Experts urge early screening and strength training to combat sarcopenia in older adults
Health authorities highlight early recognition of sarcopenia, recommending screening, resistance exercise, and targeted nutrition to preserve muscle and prevent complications.
Sarcopenia — the progressive loss of muscle mass and strength associated with ageing — is drawing renewed attention from clinicians who say early screening and lifestyle measures can blunt disability and downstream disease risk. The condition, which commonly begins with measurable declines in muscle size and function between ages 30 and 50 and becomes more prevalent after 60, can make walking, stair-climbing and basic lifting increasingly difficult. Medical experts recommend routine assessment for at-risk adults and emphasize resistance training and adequate protein intake as the mainstays of management.
Sarcopenia risk factors and causes
Aging is the primary driver of sarcopenia, but several biological processes accelerate muscle decline. Changes in body composition that promote fat gain and insulin resistance, reductions in anabolic hormones such as testosterone and growth factors, chronic low-grade inflammation, and loss of motor neurons all contribute to progressive muscle wasting. Physical inactivity, inadequate protein intake and obesity further increase the likelihood that an older person will develop clinically significant muscle weakness.
Sarcopenia can also occur in younger adults under certain conditions. People with chronic inflammatory disease, malnutrition or cachexia — a syndrome of extreme weight loss and muscle wasting — are at higher risk of premature muscle loss and functional decline.
Recognizing symptoms and daily impacts
Patients and caregivers should watch for early functional signs that point to sarcopenia. Slower walking speed, difficulty rising from a chair, trouble climbing stairs, a higher frequency of falls, and trouble carrying groceries or household items are common warning signs. Many people also develop increased fat infiltration into muscle, which reduces strength even when body weight appears stable.
Because symptoms often emerge gradually, they are easily dismissed as normal ageing. Timely recognition, however, is important: once functional limitations appear, the risk of fractures, hospitalisation and loss of independence rises.
Screening and diagnostic tools clinicians use
There is no single test that definitively diagnoses sarcopenia; clinicians combine screening questionnaires and physical measures to identify probable cases. The SARC-F questionnaire is often used as an initial screen, asking about strength, assistance in walking, rising from a chair, climbing stairs and falls; a higher score signals the need for further evaluation.
Objective measures such as handgrip strength and the chair-stand test help quantify muscle strength, while gait speed and timed mobility tests assess functional performance. Where available, imaging or body-composition tools including MRI, CT, DXA and bioimpedance analysis can provide more precise estimates of muscle mass and quality.
Clinical thresholds and performance tests
Certain cutoffs help clinicians stratify severity and guide management. A habitual walking speed under 0.8 meters per second, a timed up-and-go exceeding about 20 seconds, or a Short Physical Performance Battery score below eight are commonly used indicators of poor physical performance. The 400-meter walk test and repeated chair stands offer additional information about endurance and lower-limb power.
These performance-based benchmarks are valuable because they link measured deficits to real-world function and risk; slower gait speed and poor performance correlate with higher rates of falls, hospitalisation and mortality in older populations.
Lifestyle interventions: exercise and nutrition
There are currently no approved drug treatments for sarcopenia, so clinicians focus on lifestyle strategies to restore and preserve muscle. Progressive resistance training two to three times per week is the most consistently effective intervention to increase muscle strength and improve mobility. Exercise programs should be tailored to health status and begun after medical review.
Nutrition plays a complementary role. Clinicians commonly recommend 20–35 grams of high-quality protein per meal and, for some individuals, a daily protein target in the range of 1.6–1.8 grams per kilogram of body weight. Vitamin D and other micronutrients such as B vitamins, vitamin C, calcium, selenium and magnesium may be advised when deficiencies are present or dietary intake is inadequate.
Complications, comorbidities and long-term outlook
Sarcopenia does not occur in isolation; it is associated with a higher incidence of cardiovascular disease, impaired glucose metabolism and type 2 diabetes, and an elevated risk of osteoporosis and fractures. Studies have also linked sarcopenia with cognitive decline and depressive symptoms, and with worse outcomes after major surgery or in chronic illnesses such as heart failure and end-stage renal disease.
Early detection and combined exercise–nutrition approaches can slow progression, reduce disability and improve quality of life. Clinicians stress that monitoring, regular physical exams and prompt reporting of functional change are key to better long-term outcomes.
For individuals and caregivers, practical steps include seeking screening when mobility or strength declines, consulting a physician before beginning new exercise regimens, prioritizing resistance-based activity and ensuring sufficient protein and vitamin D intake. These measures can make a measurable difference in preserving independence and reducing the health burdens linked to sarcopenia.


● **Your instructions**
Collect from the data below each line with "calf".

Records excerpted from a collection
········

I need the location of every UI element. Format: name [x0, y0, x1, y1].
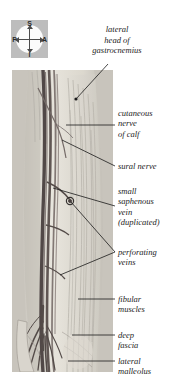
callout-line: small	[118, 186, 174, 196]
callout-line: fibular	[118, 294, 174, 304]
callout-line: of calf	[118, 129, 174, 139]
orientation-compass: S I P A	[11, 20, 48, 58]
heading-line-2: head of	[64, 35, 170, 46]
callout-fibular-muscles: fibular muscles	[118, 294, 174, 315]
callout-small-saphenous-vein: small saphenous vein (duplicated)	[118, 186, 174, 227]
compass-label-posterior: P	[10, 36, 19, 43]
callout-line: muscles	[118, 304, 174, 314]
callout-cutaneous-nerve-of-calf: cutaneous nerve of calf	[118, 108, 174, 139]
callout-line: sural nerve	[118, 161, 174, 171]
compass-label-inferior: I	[25, 51, 34, 58]
callout-line: deep	[118, 330, 174, 340]
callout-line: malleolus	[118, 366, 174, 376]
callout-perforating-veins: perforating veins	[118, 247, 174, 268]
callout-line: cutaneous	[118, 108, 174, 118]
heading-line-1: lateral	[64, 24, 170, 35]
heading-line-3: gastrocnemius	[64, 45, 170, 56]
callout-line: (duplicated)	[118, 217, 174, 227]
compass-label-superior: S	[25, 20, 34, 27]
figure-heading-label: lateral head of gastrocnemius	[64, 24, 170, 56]
callout-line: fascia	[118, 340, 174, 350]
compass-label-anterior: A	[40, 36, 49, 43]
callout-line: saphenous	[118, 196, 174, 206]
callout-line: perforating	[118, 247, 174, 257]
anatomy-figure: S I P A lateral head of gastrocnemius	[0, 0, 174, 383]
callout-sural-nerve: sural nerve	[118, 161, 174, 171]
callout-line: veins	[118, 257, 174, 267]
compass-horizontal-axis	[18, 39, 41, 40]
callout-line: lateral	[118, 356, 174, 366]
callout-deep-fascia: deep fascia	[118, 330, 174, 351]
callout-lateral-malleolus: lateral malleolus	[118, 356, 174, 377]
callout-line: vein	[118, 207, 174, 217]
dissection-photograph	[12, 70, 113, 372]
callout-line: nerve	[118, 118, 174, 128]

········

● **Response to this task**
callout-line: of calf	[118, 129, 174, 139]
callout-cutaneous-nerve-of-calf: cutaneous nerve of calf	[118, 108, 174, 139]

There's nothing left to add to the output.